IRAICLApr 20

DocQAC: Adaptive Trie-Guided Decoding for Effective In-Document Query Auto-Completion

arXiv:2604.1825776.8h-index: 3Has Code
Predicted impact top 26% in IR · last 90 daysOriginality Incremental advance
AI Analysis

It addresses the underexplored problem of query auto-completion within long documents, offering a practical solution for improving search productivity.

This paper introduces DocQAC, a query auto-completion task for in-document search, and proposes an adaptive trie-guided decoding framework that outperforms strong baselines and larger models like LLaMA-3 and Phi-3 on seen queries, demonstrating practicality for real-world deployment.

Query auto-completion (QAC) has been widely studied in the context of web search, yet remains underexplored for in-document search, which we term DocQAC. DocQAC aims to enhance search productivity within long documents by helping users craft faster, more precise queries, even for complex or hard-to-spell terms. While global historical queries are available to both WebQAC and DocQAC, DocQAC uniquely accesses document-specific context, including the current document's content and its specific history of user query interactions. To address this setting, we propose a novel adaptive trie-guided decoding framework that uses user query prefixes to softly steer language models toward high-quality completions. Our approach introduces an adaptive penalty mechanism with tunable hyperparameters, enabling a principled trade-off between model confidence and trie-based guidance. To efficiently incorporate document context, we explore retrieval-augmented generation (RAG) and lightweight contextual document signals such as titles, keyphrases, and summaries. When applied to encoder-decoder models like T5 and BART, our trie-guided framework outperforms strong baselines and even surpasses much larger instruction-tuned models such as LLaMA-3 and Phi-3 on seen queries across both seen and unseen documents. This demonstrates its practicality for real-world DocQAC deployments, where efficiency and scalability are critical. We evaluate our method on a newly introduced DocQAC benchmark derived from ORCAS, enriched with query-document pairs. We make both the DocQAC dataset (https://bit.ly/3IGEkbH) and code (https://github.com/rahcode7/DocQAC) publicly available.

Foundations

The foundational work for this paper's niche, ranked by how specifically the neighbourhood builds on it — not by global fame.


• _Problem details_: The entries below are to be transcribed in full, without their images.

• _Records for the task_:

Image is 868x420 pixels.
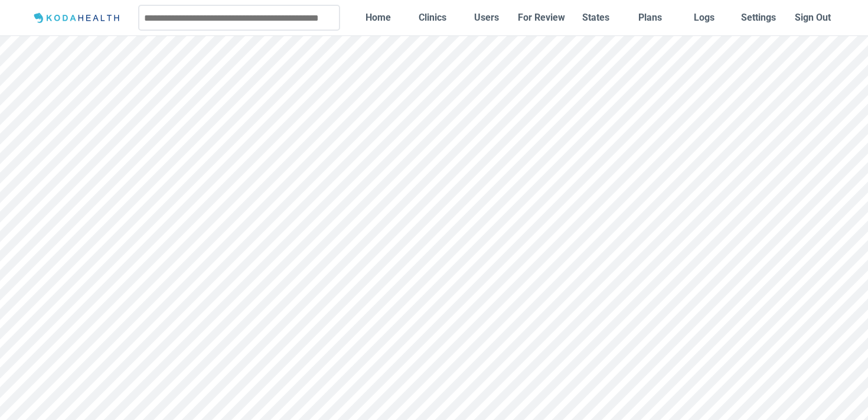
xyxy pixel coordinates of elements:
a: Home [353,3,403,32]
a: Settings [734,3,784,32]
img: Logo [30,10,125,25]
button: Sign Out [789,3,838,32]
a: Logs [680,3,730,32]
a: Clinics [408,3,457,32]
a: For Review [516,3,566,32]
a: States [571,3,621,32]
a: Users [462,3,511,32]
a: Plans [626,3,675,32]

• _Solution for this exercise_:
Image is 868x420 pixels.
xyxy pixel coordinates of elements:
a: Home [353,3,403,32]
a: Settings [734,3,784,32]
img: Logo [30,10,125,25]
button: Sign Out [789,3,838,32]
a: Logs [680,3,730,32]
a: Clinics [408,3,457,32]
a: For Review [516,3,566,32]
a: States [571,3,621,32]
a: Users [462,3,511,32]
a: Plans [626,3,675,32]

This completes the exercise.